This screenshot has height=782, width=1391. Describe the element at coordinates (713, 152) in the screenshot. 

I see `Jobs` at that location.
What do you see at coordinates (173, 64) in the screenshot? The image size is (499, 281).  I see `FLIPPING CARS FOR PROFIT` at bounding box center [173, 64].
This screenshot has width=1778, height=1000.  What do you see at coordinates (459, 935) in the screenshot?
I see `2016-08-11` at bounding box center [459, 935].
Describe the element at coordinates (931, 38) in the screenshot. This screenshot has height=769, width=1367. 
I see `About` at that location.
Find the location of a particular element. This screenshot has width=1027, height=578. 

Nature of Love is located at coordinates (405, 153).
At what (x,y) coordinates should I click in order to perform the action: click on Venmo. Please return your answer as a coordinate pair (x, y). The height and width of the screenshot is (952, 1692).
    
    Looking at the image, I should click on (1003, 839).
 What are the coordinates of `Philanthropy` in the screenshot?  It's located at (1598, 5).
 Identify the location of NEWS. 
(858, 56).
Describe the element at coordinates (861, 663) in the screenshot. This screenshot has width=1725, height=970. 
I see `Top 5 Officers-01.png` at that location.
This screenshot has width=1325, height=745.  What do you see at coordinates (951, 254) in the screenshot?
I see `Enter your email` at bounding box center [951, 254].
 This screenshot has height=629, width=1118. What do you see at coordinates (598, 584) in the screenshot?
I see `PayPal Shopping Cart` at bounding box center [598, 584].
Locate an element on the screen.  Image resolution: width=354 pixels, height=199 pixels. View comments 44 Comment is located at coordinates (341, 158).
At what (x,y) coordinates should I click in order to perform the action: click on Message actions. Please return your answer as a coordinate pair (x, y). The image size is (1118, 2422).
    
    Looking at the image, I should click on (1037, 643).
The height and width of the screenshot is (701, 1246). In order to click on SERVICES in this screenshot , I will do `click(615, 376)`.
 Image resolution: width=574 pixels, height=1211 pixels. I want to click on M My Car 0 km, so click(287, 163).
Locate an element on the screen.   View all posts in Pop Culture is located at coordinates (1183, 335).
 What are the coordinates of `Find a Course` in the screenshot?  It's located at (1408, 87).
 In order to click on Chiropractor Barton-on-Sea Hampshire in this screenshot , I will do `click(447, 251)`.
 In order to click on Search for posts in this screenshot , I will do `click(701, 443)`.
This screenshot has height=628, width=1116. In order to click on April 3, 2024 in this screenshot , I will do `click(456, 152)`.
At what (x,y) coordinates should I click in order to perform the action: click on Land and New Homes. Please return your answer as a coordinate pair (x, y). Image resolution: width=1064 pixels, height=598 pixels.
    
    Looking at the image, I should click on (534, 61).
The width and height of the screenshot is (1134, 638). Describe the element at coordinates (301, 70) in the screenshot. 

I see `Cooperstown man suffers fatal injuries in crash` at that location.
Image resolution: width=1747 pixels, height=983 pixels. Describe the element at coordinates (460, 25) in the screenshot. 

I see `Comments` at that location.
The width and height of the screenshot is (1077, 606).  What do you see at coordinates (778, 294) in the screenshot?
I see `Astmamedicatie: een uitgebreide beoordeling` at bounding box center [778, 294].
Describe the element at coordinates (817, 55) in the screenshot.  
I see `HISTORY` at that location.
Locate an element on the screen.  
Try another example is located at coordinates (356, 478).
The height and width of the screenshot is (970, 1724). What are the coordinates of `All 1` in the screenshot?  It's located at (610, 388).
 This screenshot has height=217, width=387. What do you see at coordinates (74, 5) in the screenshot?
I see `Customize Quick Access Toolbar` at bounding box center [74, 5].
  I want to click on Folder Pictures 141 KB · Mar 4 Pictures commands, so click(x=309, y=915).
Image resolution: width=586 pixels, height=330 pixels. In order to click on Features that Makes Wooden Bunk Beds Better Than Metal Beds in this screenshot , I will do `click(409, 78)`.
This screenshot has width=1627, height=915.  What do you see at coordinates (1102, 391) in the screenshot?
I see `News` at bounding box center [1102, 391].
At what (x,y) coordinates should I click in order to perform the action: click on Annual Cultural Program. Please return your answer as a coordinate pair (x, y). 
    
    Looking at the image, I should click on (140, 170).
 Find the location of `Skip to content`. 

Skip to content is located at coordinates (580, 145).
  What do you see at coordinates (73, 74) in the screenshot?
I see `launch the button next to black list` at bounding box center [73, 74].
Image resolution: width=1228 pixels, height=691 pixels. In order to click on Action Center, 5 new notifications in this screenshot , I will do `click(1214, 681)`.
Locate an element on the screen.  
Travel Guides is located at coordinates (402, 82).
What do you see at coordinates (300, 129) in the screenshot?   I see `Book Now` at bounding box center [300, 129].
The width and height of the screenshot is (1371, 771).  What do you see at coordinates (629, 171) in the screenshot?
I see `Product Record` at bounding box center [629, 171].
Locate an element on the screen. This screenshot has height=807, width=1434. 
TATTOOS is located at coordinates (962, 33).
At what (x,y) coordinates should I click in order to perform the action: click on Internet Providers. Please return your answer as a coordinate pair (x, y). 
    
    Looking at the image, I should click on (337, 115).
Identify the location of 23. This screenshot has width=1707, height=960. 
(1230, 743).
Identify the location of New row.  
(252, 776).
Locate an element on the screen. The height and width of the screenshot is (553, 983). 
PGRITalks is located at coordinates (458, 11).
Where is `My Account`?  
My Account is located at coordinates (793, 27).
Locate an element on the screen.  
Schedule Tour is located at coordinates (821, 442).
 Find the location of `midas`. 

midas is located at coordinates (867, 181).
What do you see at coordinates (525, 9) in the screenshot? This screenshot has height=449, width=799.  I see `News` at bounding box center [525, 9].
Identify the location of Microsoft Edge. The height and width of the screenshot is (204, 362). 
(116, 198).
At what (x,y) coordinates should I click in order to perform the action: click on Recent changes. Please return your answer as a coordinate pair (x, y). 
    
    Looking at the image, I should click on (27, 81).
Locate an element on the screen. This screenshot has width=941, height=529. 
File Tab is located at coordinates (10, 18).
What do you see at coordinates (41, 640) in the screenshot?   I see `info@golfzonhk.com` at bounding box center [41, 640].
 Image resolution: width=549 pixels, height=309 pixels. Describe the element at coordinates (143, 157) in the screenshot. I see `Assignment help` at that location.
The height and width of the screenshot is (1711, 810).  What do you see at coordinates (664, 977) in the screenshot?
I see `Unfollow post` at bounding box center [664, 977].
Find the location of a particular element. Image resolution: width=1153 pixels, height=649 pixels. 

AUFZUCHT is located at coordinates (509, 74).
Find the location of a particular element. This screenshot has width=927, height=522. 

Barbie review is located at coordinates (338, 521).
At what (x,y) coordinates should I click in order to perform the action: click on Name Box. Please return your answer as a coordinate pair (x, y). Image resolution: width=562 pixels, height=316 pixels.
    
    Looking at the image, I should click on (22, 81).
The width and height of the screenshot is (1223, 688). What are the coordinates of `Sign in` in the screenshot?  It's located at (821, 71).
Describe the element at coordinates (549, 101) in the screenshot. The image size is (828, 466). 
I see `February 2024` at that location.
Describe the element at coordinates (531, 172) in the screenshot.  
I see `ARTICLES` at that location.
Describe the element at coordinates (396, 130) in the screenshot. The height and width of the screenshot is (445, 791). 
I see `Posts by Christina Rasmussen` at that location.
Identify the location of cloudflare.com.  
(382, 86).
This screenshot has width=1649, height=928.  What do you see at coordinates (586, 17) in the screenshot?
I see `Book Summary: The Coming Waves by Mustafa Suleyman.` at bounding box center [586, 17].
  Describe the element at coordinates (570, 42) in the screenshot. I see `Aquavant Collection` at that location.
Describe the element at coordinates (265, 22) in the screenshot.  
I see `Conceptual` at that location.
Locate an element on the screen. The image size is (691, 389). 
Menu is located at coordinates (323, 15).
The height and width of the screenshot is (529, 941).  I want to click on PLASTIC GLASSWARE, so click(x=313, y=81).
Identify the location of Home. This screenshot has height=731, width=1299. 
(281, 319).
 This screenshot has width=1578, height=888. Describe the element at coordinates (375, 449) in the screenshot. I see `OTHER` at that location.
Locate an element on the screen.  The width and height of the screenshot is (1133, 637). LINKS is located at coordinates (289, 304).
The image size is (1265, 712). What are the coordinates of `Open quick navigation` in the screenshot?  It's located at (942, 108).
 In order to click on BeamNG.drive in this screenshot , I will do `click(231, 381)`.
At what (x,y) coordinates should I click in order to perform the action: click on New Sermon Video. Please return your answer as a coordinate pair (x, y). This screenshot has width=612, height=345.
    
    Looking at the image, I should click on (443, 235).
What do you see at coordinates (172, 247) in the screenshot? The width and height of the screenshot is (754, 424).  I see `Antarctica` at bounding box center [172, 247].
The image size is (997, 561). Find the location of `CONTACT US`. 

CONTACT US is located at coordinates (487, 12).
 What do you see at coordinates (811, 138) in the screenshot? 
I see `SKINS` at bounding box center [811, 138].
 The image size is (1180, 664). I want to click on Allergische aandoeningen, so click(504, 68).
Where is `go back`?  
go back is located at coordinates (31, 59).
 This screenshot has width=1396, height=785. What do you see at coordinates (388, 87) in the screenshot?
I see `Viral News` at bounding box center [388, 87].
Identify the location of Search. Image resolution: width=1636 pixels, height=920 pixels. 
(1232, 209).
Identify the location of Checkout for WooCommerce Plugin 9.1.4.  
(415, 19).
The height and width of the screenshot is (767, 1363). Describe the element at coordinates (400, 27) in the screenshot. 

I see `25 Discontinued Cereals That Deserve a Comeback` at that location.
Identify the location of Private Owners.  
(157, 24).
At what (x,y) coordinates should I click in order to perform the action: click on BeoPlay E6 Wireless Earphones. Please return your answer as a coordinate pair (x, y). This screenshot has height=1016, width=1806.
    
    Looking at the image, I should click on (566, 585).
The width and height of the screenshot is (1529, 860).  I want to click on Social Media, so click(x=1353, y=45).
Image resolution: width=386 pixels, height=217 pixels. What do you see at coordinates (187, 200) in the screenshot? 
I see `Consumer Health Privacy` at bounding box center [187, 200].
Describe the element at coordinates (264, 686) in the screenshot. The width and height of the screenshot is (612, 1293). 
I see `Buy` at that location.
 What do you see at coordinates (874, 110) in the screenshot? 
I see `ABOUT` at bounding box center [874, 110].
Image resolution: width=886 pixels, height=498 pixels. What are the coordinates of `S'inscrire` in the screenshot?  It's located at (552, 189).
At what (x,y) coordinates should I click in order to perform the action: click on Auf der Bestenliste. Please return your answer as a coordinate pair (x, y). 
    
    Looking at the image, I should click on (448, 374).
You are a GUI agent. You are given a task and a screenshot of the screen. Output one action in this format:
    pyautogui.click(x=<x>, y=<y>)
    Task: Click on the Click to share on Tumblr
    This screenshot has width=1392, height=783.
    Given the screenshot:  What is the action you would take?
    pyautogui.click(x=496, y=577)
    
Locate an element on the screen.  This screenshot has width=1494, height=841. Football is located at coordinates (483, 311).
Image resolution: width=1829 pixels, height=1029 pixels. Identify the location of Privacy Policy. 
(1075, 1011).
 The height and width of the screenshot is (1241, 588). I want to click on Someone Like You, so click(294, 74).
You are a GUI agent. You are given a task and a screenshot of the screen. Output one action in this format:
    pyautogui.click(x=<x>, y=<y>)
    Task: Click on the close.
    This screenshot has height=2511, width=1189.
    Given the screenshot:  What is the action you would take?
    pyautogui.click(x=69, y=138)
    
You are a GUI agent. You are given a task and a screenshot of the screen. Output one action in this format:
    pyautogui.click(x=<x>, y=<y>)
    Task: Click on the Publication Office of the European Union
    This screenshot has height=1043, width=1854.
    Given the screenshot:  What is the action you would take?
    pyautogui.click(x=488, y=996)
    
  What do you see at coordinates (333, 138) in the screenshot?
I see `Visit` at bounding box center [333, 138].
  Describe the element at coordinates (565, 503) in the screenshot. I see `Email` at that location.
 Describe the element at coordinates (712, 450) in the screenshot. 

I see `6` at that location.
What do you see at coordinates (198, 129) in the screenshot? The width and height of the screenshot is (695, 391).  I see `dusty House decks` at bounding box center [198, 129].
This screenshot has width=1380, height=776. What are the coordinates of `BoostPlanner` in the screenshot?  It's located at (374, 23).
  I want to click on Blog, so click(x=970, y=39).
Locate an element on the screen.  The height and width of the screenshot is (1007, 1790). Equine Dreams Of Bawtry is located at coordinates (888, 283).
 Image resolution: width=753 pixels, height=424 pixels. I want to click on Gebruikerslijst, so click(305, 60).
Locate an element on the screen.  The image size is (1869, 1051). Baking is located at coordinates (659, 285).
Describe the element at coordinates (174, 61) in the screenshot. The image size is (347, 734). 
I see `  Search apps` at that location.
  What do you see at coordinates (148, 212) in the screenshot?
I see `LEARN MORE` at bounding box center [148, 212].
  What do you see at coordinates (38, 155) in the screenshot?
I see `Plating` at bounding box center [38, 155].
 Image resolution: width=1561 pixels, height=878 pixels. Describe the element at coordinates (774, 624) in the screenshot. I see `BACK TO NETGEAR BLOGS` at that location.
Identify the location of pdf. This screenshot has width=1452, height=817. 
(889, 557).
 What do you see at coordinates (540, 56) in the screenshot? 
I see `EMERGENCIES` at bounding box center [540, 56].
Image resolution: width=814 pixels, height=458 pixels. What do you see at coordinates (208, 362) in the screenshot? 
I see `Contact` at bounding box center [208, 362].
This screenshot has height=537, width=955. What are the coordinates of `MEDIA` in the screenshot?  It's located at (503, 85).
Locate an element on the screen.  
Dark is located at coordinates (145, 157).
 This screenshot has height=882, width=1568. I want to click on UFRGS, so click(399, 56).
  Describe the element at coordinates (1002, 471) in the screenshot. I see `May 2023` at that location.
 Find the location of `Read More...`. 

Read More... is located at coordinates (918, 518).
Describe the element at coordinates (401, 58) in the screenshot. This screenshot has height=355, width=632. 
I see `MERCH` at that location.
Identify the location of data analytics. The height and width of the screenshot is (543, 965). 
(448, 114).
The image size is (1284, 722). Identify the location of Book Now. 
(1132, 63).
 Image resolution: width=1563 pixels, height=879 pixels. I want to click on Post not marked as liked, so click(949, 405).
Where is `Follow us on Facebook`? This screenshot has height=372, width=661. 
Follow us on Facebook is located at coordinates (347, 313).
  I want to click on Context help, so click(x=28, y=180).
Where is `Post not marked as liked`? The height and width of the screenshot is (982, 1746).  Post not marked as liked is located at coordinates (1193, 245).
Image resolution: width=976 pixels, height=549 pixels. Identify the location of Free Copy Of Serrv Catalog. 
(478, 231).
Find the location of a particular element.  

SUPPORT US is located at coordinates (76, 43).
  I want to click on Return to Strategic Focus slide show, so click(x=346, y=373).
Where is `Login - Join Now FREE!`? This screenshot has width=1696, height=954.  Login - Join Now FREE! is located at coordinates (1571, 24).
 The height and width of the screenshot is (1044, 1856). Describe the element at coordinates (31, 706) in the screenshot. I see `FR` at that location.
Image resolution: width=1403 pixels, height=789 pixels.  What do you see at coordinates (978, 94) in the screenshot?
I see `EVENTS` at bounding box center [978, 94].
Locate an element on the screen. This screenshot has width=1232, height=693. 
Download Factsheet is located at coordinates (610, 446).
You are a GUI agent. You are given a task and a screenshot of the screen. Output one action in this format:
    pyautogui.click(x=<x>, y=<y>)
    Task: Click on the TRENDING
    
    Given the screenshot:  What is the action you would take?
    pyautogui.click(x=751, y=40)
----
◆ **Action item**:
Please reproduce, exactly as they appear above, the lines from the line containing "What do you see at coordinates (540, 56)" up to and including the line containing "This screenshot has height=537, width=955.".

◆ **Your solution**:
 What do you see at coordinates (540, 56) in the screenshot? 
I see `EMERGENCIES` at bounding box center [540, 56].
Image resolution: width=814 pixels, height=458 pixels. What do you see at coordinates (208, 362) in the screenshot? 
I see `Contact` at bounding box center [208, 362].
This screenshot has height=537, width=955. What are the coordinates of `MEDIA` in the screenshot?  It's located at (503, 85).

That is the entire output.